DACA has been under fire since Trump became president. He attempted to end the program but the courts have kept it alive. Last week, the conservative-leaning U.S. Supreme Court declined to take up the matter in this session, which gives advocates some breathing room.

“For us, having this non-decision (from the U.S. Supreme Court) allows us to continue renewals, potentially up to 2020, when the earliest ruling would come up if the court takes it up in the fall,” said Sheridan Aguirre, a spokesman for United We Dream, the largest immigrant youth-led coalition in the nation.

Other changes

More is at stake for immigrants than just the DACA program.

The president’s plan also would require that future applicants for Temporary Protective Status be lawfully present in the United States, excluding those who are here illegally, the majority of TPS recipients, according to immigration attorneys. (The Trump administration has attempted to terminate TPS for nationals from various countries, including Haiti, Honduras and Sudan. Numerous lawsuits filed against the government are pending.)

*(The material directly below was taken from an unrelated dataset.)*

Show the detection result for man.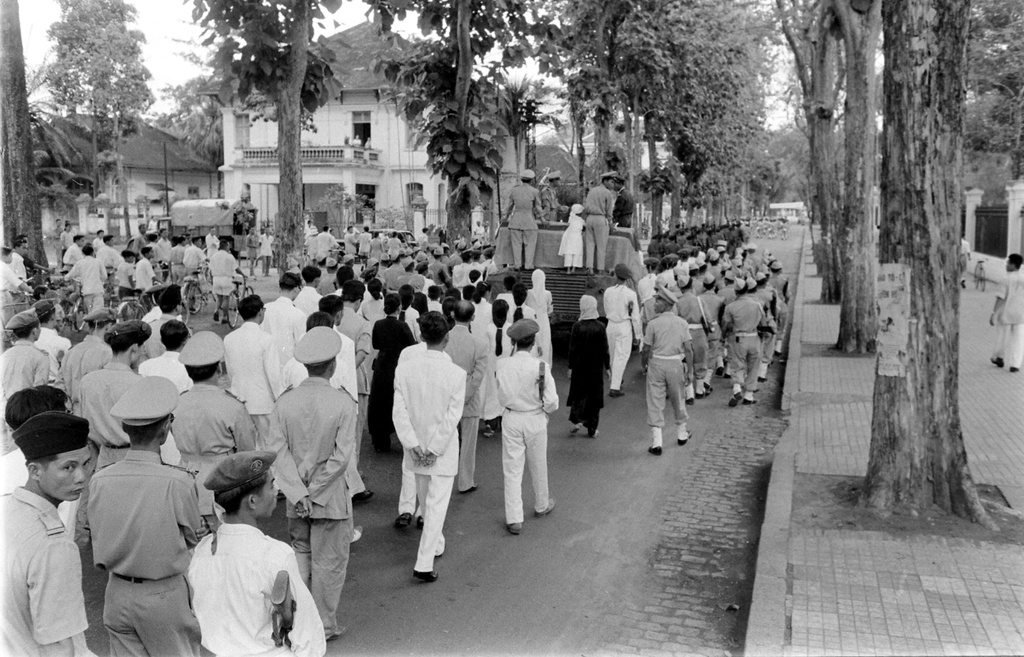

“In the past, having a removal order did not prevent them from getting DACA or TPS. This could affect hundreds of thousands of people,” said Los Angeles immigration attorney Sabrina Damast.

Another drastic change is being proposed for Central American minors seeking asylum in the United States: They would have to apply in their homeland, and only if they have a qualifying relative living in the United States.

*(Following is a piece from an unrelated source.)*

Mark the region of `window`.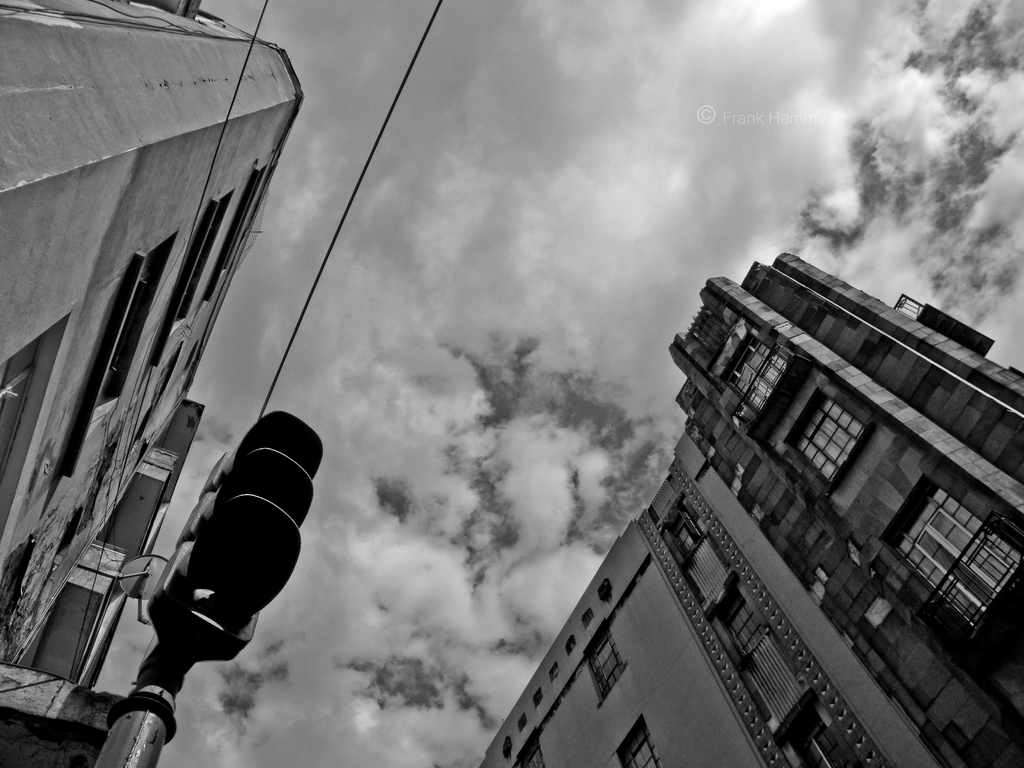
Region: bbox=[585, 614, 627, 705].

“Can you imagine if you told someone, ‘My life is in danger in El Salvador. I need protection,’ and you’re told, ‘Fine. But you have to stay in El Salvador to apply for asylum for however many years it takes us to process it,” Damast said.

The asylum process is the most difficult in immigration law, Gómez said, and “it is next to impossible to present a strong case while still living under the government you fear.”

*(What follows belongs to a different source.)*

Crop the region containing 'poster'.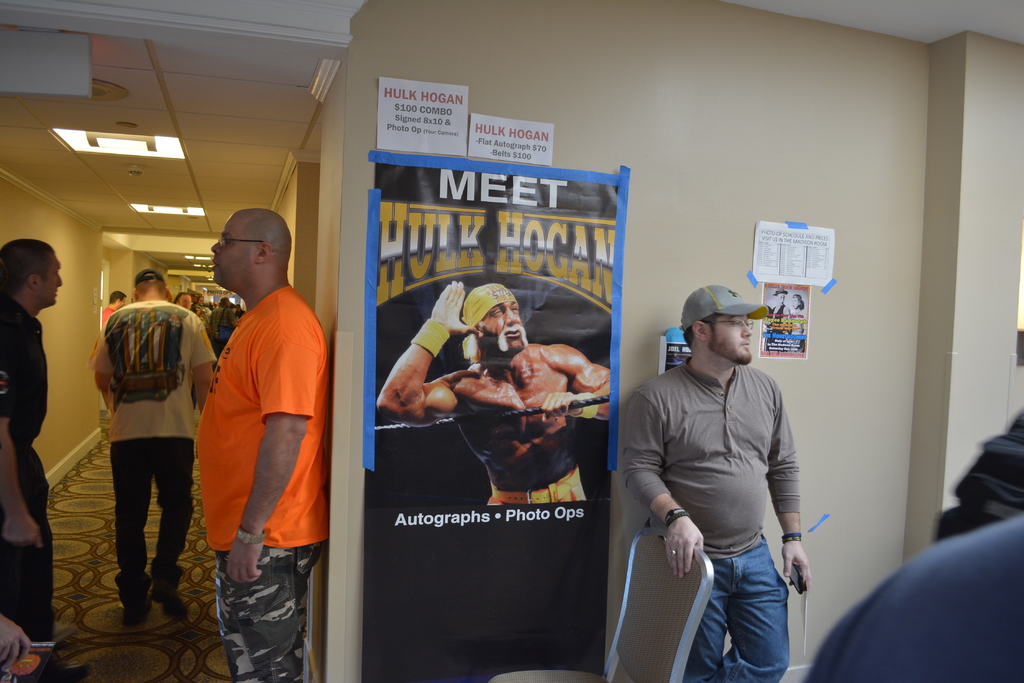
Crop region: (x1=755, y1=281, x2=810, y2=356).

“Could our country really claim and pride itself in being a free country that protects human rights, when we gut those protections for others, especially children?” Gómez continued.

Meanwhile, the U.S. Department of Homeland Security reported Thursday that is ready to implement an “unprecedented action” to address a humanitarian and security crisis at the Southern border. Beginning Friday, Jan. 25, some asylum applicants will be returned to Mexico to await the processing of their requests.

The plan pitched by Trump and Senate Majority Leader Mitch McConnell would set a cap on the number of asylum cases it will accept: 15,000 a year. And it would make all unaccompanied minors from Central America arriving at the border subject to expedited deportations without court review.

“What really offends my sensibilities as a human being is that this was all presented to the public as an extension of benefits,” said Damast, the immigration attorney based in L.A.  “It’s a misleading campaign.”

Trump has gotten heat not only from Democrats but also his base. Some conservatives have taken him to task for making any offers at all that involve DACA holders, insisting they don’t want the president to offer anything they see as amnesty for people who are in the country illegally. Some remind him often that he ran on a pledge of building a border wall, one that Mexico would pay for.  Ann Coulter, the well-known conservative political commentator, has been keeping a “border wall construction update” tally that always ends in “0.”

On Friday, Coulter blasted Trump over his agreement to reopen the government – even temporarily – without getting funding for a border wall, tweeting, “Good news for George Herbert Walker Bush: As of today, he is no longer the biggest wimp ever to serve as President of the United States.”

In the meantime, some 800,000 federal workers on furlough or working without pay are returning to their jobs.

And DACA holders, asylum seekers and other immigrants wait to see how the next phase of negotiations affects their fate.